From: Guy Harris <guy@xxxxxxxxxxxx>
Date: Wed, 22 Nov 2006 11:56:42 -0800
Ulf Lamping wrote:

I don't know if Sun Sparc 64 "long"s and/or "int"s are 64bits - if at least the "long"s are 64 bit it could work.

Solaris on 64-bit SPARC systems, starting with Solaris 7, supports two programming models - ILP32, with 32-bit longs and pointers, and LP64, with 64-bit longs and pointers.

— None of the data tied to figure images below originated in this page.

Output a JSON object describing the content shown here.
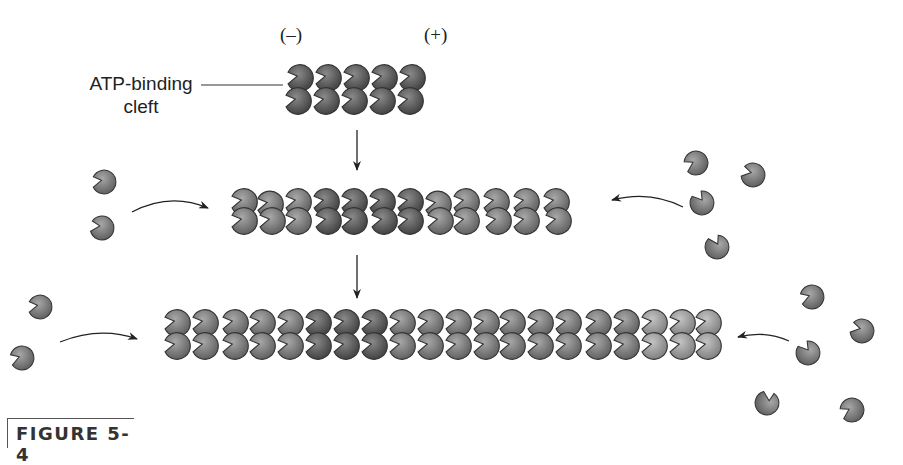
{
  "figure": {
    "label": "FIGURE 5-4",
    "ends": {
      "minus": "(–)",
      "plus": "(+)"
    },
    "callout": {
      "line1": "ATP-binding",
      "line2": "cleft"
    },
    "colors": {
      "dark_subunit": "#555555",
      "medium_subunit": "#7a7a7a",
      "light_subunit": "#9a9a9a",
      "outline": "#333333",
      "arrow": "#222222"
    },
    "stages": [
      {
        "name": "seed",
        "subunit_pairs": 5
      },
      {
        "name": "elongation-1",
        "subunit_pairs": 12
      },
      {
        "name": "elongation-2",
        "subunit_pairs": 19
      }
    ],
    "free_monomers": {
      "left_stage2": 2,
      "right_stage2": 4,
      "left_stage3": 2,
      "right_stage3": 5
    }
  }
}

I think the default model is ILP32, which builds apps that also run on 32-bit SPARC systems.

I suspect Linux, at least, also supports both of them; if so, I don't know whether it defaults to ILP32 or LP64.

As of either Solaris 2.5 or Solaris 2.6 (I forget which), 64-bit file offsets are supported in both programming models, but you need to use different APIs in ILP32 to be able to handle files > 2GB - for example, I think you get errors if the file offset goes over 2GB if the file wasn't opened with the O_LARGEFILE flag. fopen() will *not*, by default, open with that flag; you need to use fopen64() or build in the "transitional compilation environment" - see the lfcompile(5) and lfcompile64(5) man pages.

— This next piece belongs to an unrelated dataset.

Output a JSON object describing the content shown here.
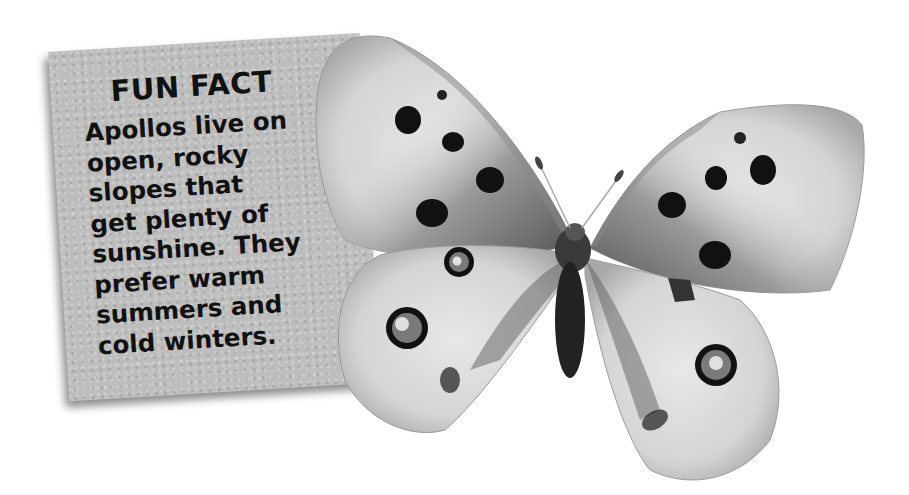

I don't know what rules other OSes that support large file access in ILP32 mode have - other than the BSDs (including Mac OS X), where an off_t is 64 bits even in ILP32 mode, there's no special open flag needed to support large files, there are "fseeko()" and "ftello()" standard I/O APIs that take an off_t as a seek pointer argument and return it as a seek pointer value, and the fpos_t type used in the fsetpos() and fgetpos() standard I/O APIs happens to be a 64-bit integer (it is *NOT* guaranteed to be an integral type on all platforms).

zlib uses longs to keep file positions.

...which is an additional problem; it means that only an LP64 version of zlib can handle files > 2GB, which means that, if you've built Wireshark to use zlib (to transparently support gzipped files), only an LP64 build of Wireshark would be able to read or write capture files >2GB.

I didn't changed mergecap (and the other tools) so they might just use ints to keep file position - which is probably not enough.

Mergecap itself doesn't use file positions at all - it does only sequential access to files. It uses the merge_ routines to read the files, and the wtap_dump routines to write the output file.